Using your example of Insta-Kill (OHKO) spells being useless because normal enemies don't require skill use and bosses are immune to them:
- Most or all enemies should be strong enough to at least warrant the use of MP. Otherwise, why do you have MP users in your game (and why are you forcing your player to grind through these mindless enemies)? Stronger enemies would warrant the use of possibly expensive or unreliable OHKOs.
- Any effect that is powerful enough that you need to make most bosses completely immune to it is inherently bad design. A much smarter way to design around a powerful effect such as a OHKO would be to limit its power - for example, if the OHKO skill works, but the target still has more than (10x the user's MAT) HP remaining, then it does damage equal to 10x the user's MAT instead of instantly killing the target. This allows players to use the OHKO skills in general without breaking the game, allows them to "instantly kill" a heavily weakened boss monster (which feels great), and also makes it so that weakling monsters can't OHKO really strong party members - three great features from a really simple change to the skill.
- OHKO skills are often entirely RNG-based with low chances of working. A better-designed OHKO skill would add the chance of a OHKO onto a standard damage skill (so it doesn't feel horrible when it doesn't land its effect), and/or would boost its reliability to 100% but require certain conditions to be met (the user is in a Limit Break state, the user has already attacked the target X times, the target has certain states applied to them already, etc.).
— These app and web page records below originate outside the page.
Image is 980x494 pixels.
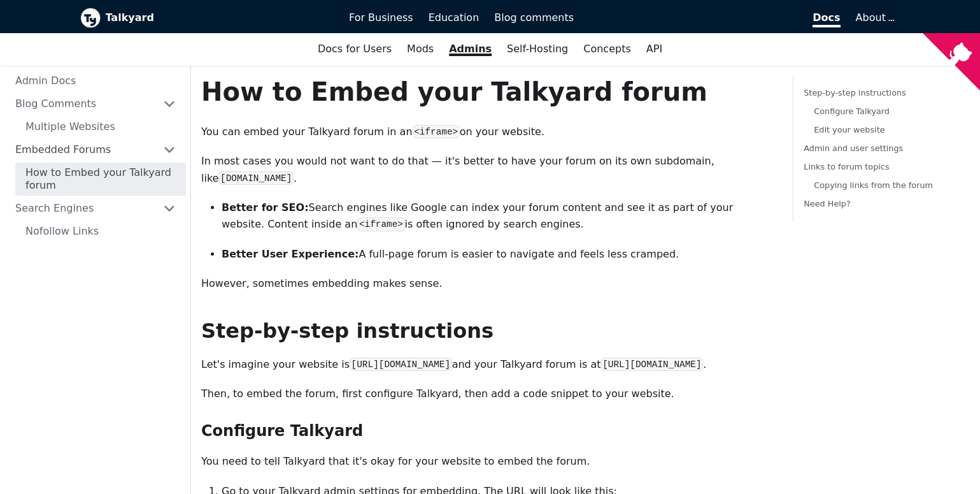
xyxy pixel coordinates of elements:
[814,181,933,191] a: Copying links from the forum
[813,11,840,27] span: Docs
[5,94,186,114] a: Blog Comments
[350,357,452,371] code: [URL][DOMAIN_NAME]
[221,248,359,260] strong: Better User Experience:
[413,125,460,138] code: <iframe>
[804,200,850,209] a: Need Help?
[357,217,405,230] code: <iframe>
[494,11,574,23] span: Blog comments
[221,201,309,213] strong: Better for SEO:
[428,11,480,23] span: Education
[15,163,186,196] a: How to Embed your Talkyard forum
[856,11,893,23] a: About
[5,70,186,91] a: Admin Docs
[5,140,186,160] a: Embedded Forums
[310,38,399,60] a: Docs for Users
[221,200,772,233] p: Search engines like Google can index your forum content and see it as part of your website. Conte...
[601,357,704,371] code: [URL][DOMAIN_NAME]
[201,357,772,373] p: Let's imagine your website is and your Talkyard forum is at .
[441,38,499,60] a: Admins
[576,38,639,60] a: Concepts
[201,453,772,470] p: You need to tell Talkyard that it's okay for your website to embed the forum.
[201,276,772,292] p: However, sometimes embedding makes sense.
[421,7,487,28] a: Education
[349,11,414,23] span: For Business
[486,7,582,28] a: Blog comments
[201,76,772,108] h1: How to Embed your Talkyard forum
[201,124,772,140] p: You can embed your Talkyard forum in an on your website.
[80,7,101,28] img: Talkyard logo
[341,7,421,28] a: For Business
[201,421,772,441] h3: Configure Talkyard
[804,143,903,153] a: Admin and user settings
[639,38,670,60] a: API
[5,198,186,218] a: Search Engines
[201,153,772,187] p: In most cases you would not want to do that — it's better to have your forum on its own subdomain...
[15,116,186,137] a: Multiple Websites
[15,222,186,242] a: Nofollow Links
[106,10,332,26] b: Talkyard
[814,125,885,134] a: Edit your website
[201,386,772,402] p: Then, to embed the forum, first configure Talkyard, then add a code snippet to your website.
[804,88,906,98] a: Step-by-step instructions
[814,107,890,116] a: Configure Talkyard
[80,7,332,28] a: Talkyard logoTalkyard
[201,318,772,344] h2: Step-by-step instructions
[582,7,848,28] a: Docs
[499,38,576,60] a: Self-Hosting
[399,38,441,60] a: Mods
[804,162,889,171] a: Links to forum topics
[221,246,772,263] p: A full-page forum is easier to navigate and feels less cramped.
[218,171,293,185] code: [DOMAIN_NAME]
In a way, this is connected to the reason I voted 12+ in the poll. I believe that when a designer practices smart skill design, that there really is room for that many skills on each character (assuming the game length and number of battles in your game justifies it) without any skills crowding each other out or feeling useless. There will be some situations where OHKO Skill #1 works well, some situations where OHKO Skill #2 works well, and other conditions where neither works well and it's better to opt for straight damage or defensive utility.